The Office of Minority Student Affairs (OMSA) should have its own office space, UR students and staff stressed at a River Campus town hall meeting last Monday discussing the Presidential Commission on Race and Diversity’s recent report.
At a sparsely attended meeting in the Hawkins-Carlson Room the afternoon of Nov. 1, audience members addressed that and other concerns to President Joel Seligman, University Dean Paul Burgett, and Dean of the College Richard Feldman.
“I strongly encourage us to work together and find a space our students will be able to call their home again,” OMSA Academic Programming Coordinator Claudia De Leon said.
OMSA currently shares an office with the Center for Education Abroad in Dewey 2-161.
De Leon, the first to speak once the floor opened, said that OMSA has repeatedly been pushed aside.
While the Education Abroad office had been given an opportunity to move into a nicer space, she said, the decision to move had been made for OMSA.
She added that students did not request additional meeting spaces for OMSA, as stated on page nine of the report. Rather, those students had demanded a separate office space.
“We as students do not have adequate space to receive the proper resources, support, and open environment that we need,” she read from the report’s appendices.
When discussing her own experience with the disadvantages of a shared space, she cited an incident when a colleague asked a student about their involvement in a protest and whether they had been arrested.
Her colleague’s good intentions were lost, she said, when it came to OMSA’s students and how they enter safe spaces.
Others wondered about the overlaps and distinctions between the David T. Kearns Center, the Paul J. Burgett Intercultural Center (ICC), and OMSA.
Black Students’ Union president and junior Caryl English noted that the Kearns Center serves first-generation college students—a subset of minority students, English said—and has its own space.
She was unsure about who the ICC was meant to serve and felt that it may not have needed its newly-granted space in the Frederick Douglass Building.
“We have two computers, we have one printer,” she said of OMSA. “It’s like we’re fighting for resources all the time.”
Like De Leon, she felt that OMSA, despite its long-standing status, was constantly getting pushed to the back burner.
Students also expressed more general concerns about support.
Junior Daniel Southwell said that some students, such as those who grew up in poverty, may avoid services they need because they don’t trust them. More outreach, he said, might be required.
Later, Junior Aleem Griffiths said he wanted to see tangible change and support for students, especially those struggling to pay their tuition, to the detriment of their academic performance.
He felt that allocating more resources, such as computers, to OMSA could help show that the University was taking student voices into account.
Resources, Feldman said, were a separate problem from space. He said he would speak with OMSA Director Norman Burnett about what they could do.
Earlier, in response to De Leon, Feldman said that a study of spaces in certain UR buildings was being undertaken with the hope of identifying ways to free up space.
He added that he, Burnett, and Director of Education Abroad Tynelle Stewart aim to come up with a plan within the academic year.
He did not want to create false hope, though, saying that space moves are extremely challenging.
Seligman promised that he would look seriously at the space considerations for OMSA.
“Unto itself, OMSA deserves respect,” he said.
Editor’s note: This article first appeared in print on Nov. 7, 2016 (Volume 143, Issue 22).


• Task requirements:
Each line below from the one containing "Identify the location of div: Favorites." through the one containing "This screenshot has height=698, width=1388." is to be given again exactly, and no line outside that span.

= = = = = = =

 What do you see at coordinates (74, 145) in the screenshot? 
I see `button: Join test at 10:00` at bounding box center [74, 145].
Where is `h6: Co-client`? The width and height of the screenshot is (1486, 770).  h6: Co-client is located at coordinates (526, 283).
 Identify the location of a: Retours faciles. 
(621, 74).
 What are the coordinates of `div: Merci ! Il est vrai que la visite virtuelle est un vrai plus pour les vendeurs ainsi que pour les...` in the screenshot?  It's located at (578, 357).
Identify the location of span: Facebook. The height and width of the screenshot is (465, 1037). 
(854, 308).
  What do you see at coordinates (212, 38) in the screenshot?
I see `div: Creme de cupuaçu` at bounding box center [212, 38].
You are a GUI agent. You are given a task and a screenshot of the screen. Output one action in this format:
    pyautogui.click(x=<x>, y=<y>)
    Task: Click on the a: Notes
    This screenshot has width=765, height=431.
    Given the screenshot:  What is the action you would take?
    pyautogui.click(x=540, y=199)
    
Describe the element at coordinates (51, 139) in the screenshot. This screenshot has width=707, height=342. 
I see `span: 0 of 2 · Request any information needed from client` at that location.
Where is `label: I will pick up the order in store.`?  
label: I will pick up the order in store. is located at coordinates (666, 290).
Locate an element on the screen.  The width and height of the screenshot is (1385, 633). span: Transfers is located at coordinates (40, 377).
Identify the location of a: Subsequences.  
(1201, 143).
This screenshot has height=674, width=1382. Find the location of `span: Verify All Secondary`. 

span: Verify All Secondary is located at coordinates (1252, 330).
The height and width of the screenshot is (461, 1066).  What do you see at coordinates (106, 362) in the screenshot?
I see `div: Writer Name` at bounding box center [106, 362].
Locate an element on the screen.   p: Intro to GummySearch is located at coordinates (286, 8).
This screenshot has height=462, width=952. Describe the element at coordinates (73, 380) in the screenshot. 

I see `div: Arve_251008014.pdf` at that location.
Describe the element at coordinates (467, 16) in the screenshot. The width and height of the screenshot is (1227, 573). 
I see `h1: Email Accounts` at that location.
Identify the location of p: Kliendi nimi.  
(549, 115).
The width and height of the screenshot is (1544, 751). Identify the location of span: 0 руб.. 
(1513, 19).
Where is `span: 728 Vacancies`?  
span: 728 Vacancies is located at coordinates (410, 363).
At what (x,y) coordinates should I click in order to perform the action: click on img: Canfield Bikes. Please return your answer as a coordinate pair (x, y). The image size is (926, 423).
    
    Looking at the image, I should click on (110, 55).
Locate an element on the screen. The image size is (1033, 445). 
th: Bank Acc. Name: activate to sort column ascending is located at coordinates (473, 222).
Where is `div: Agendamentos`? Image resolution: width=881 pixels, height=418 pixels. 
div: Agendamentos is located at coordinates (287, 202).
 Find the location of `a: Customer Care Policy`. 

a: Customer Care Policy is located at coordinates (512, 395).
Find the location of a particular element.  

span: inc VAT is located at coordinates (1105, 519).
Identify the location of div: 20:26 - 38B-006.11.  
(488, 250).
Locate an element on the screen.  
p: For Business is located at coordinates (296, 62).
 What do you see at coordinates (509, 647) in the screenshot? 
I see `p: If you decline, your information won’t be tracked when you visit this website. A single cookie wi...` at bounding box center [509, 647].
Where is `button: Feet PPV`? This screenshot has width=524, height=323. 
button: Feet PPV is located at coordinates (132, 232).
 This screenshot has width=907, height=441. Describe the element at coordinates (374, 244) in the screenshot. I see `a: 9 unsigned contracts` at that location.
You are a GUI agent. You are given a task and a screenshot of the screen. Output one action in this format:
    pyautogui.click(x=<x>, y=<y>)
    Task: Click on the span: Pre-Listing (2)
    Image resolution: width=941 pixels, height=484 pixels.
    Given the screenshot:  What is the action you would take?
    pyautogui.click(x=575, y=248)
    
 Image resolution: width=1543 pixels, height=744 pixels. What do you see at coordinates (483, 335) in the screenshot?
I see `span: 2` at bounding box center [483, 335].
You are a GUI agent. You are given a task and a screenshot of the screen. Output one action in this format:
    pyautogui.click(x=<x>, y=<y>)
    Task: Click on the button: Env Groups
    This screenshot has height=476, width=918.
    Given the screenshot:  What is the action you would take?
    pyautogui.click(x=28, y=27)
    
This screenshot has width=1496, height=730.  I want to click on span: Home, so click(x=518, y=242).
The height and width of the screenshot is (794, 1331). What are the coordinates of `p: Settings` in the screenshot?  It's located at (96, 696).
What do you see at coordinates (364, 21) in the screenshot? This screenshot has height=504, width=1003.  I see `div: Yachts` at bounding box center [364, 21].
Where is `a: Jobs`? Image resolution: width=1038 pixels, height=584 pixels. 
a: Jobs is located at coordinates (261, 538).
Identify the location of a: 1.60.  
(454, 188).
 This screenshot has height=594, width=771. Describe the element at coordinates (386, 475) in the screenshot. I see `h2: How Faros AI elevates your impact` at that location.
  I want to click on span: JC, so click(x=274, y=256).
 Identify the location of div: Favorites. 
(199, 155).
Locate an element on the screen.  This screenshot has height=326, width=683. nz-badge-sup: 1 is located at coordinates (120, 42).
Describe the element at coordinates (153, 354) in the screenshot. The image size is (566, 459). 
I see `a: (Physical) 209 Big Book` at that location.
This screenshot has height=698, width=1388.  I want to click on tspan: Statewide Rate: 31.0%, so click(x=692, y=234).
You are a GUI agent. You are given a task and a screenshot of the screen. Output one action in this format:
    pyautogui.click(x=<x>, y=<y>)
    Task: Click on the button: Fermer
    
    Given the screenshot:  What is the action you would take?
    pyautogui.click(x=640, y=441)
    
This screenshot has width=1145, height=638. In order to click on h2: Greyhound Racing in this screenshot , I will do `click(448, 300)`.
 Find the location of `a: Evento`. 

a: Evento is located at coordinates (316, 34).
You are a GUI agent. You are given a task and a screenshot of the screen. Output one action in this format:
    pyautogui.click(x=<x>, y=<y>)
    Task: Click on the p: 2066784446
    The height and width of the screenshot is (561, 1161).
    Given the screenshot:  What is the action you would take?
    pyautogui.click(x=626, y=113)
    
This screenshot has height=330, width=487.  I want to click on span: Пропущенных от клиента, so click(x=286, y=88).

= = = = = = =

• Answer space:
 Identify the location of div: Favorites. 
(199, 155).
Locate an element on the screen.  This screenshot has height=326, width=683. nz-badge-sup: 1 is located at coordinates (120, 42).
Describe the element at coordinates (153, 354) in the screenshot. The image size is (566, 459). 
I see `a: (Physical) 209 Big Book` at that location.
This screenshot has height=698, width=1388.  I want to click on tspan: Statewide Rate: 31.0%, so click(x=692, y=234).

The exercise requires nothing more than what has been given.